- WHAT YOU WILL DO -
In the copy, include every entry exactly but none of its images.

┄┄┄┄┄┄┄┄┄┄┄┄┄┄┄┄┄┄┄┄

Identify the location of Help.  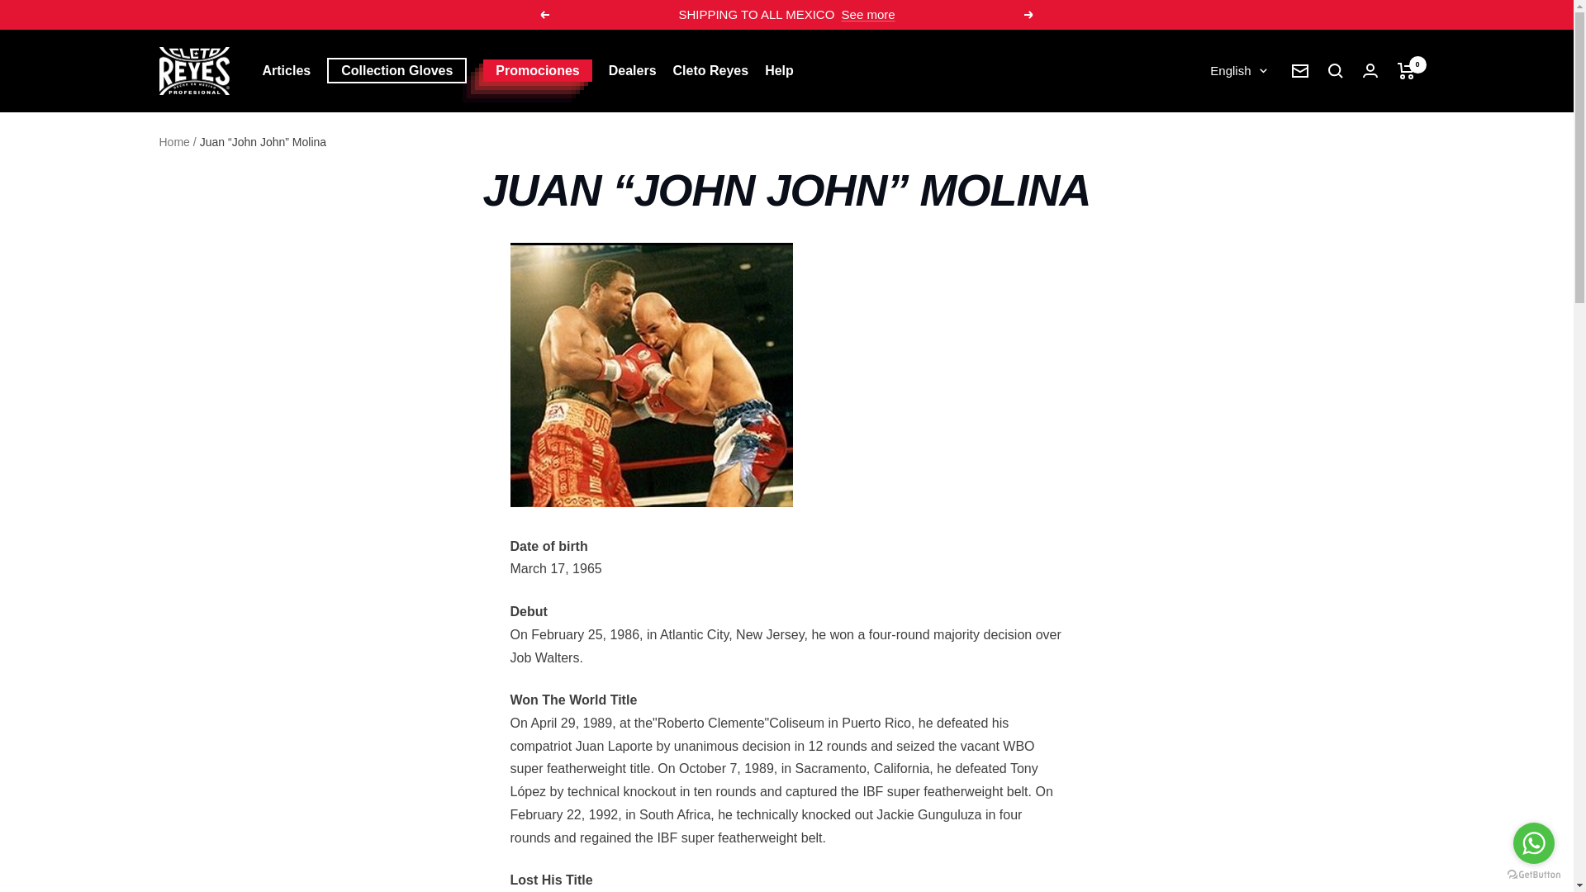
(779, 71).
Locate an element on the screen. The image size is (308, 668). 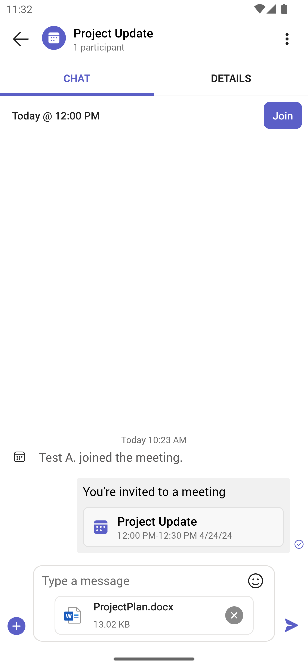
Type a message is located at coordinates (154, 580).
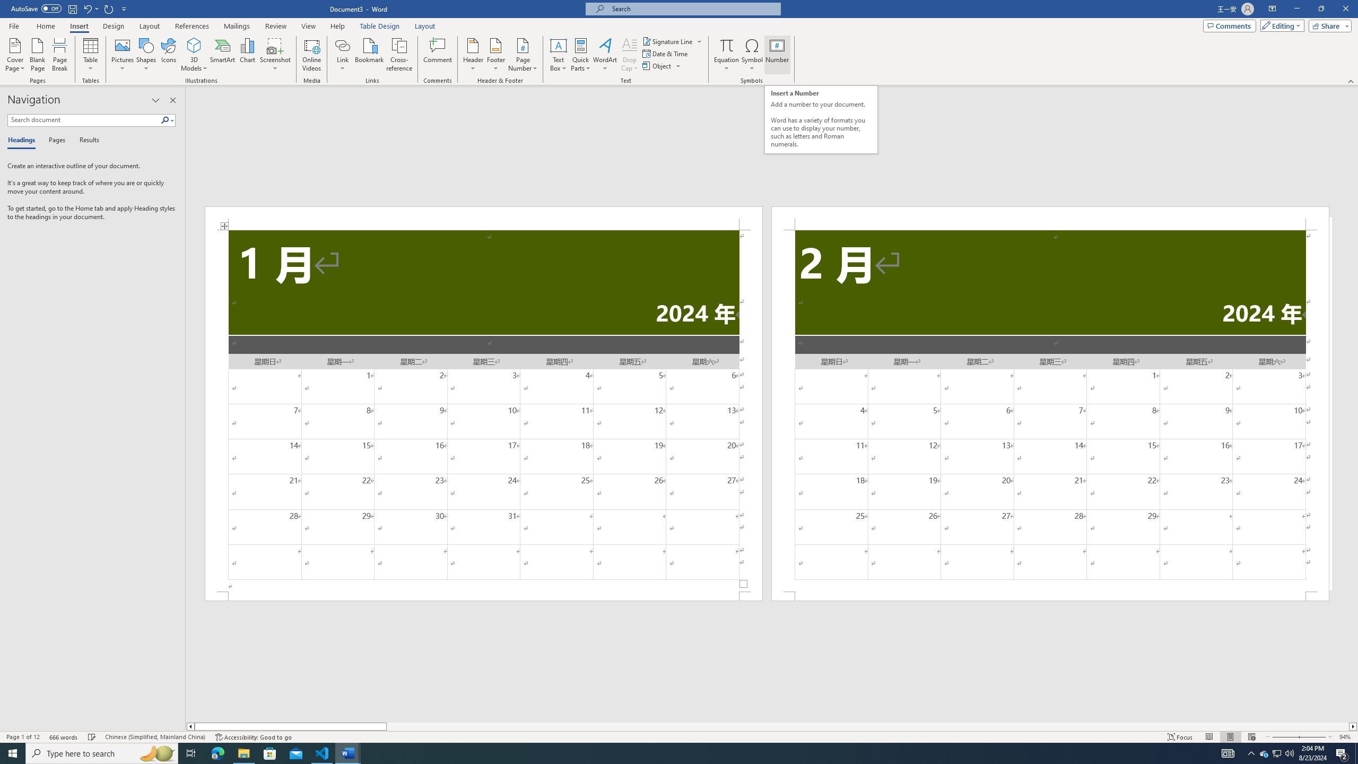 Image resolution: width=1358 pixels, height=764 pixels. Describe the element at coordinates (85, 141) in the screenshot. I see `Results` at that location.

┄┄┄┄┄┄┄┄┄┄┄┄┄┄┄┄┄┄┄┄

- COMPLETED EXERCISE -
Identify the location of Help.  
(779, 71).
Locate an element on the screen. The image size is (308, 668). 
Type a message is located at coordinates (154, 580).
 Image resolution: width=1358 pixels, height=764 pixels. Describe the element at coordinates (85, 141) in the screenshot. I see `Results` at that location.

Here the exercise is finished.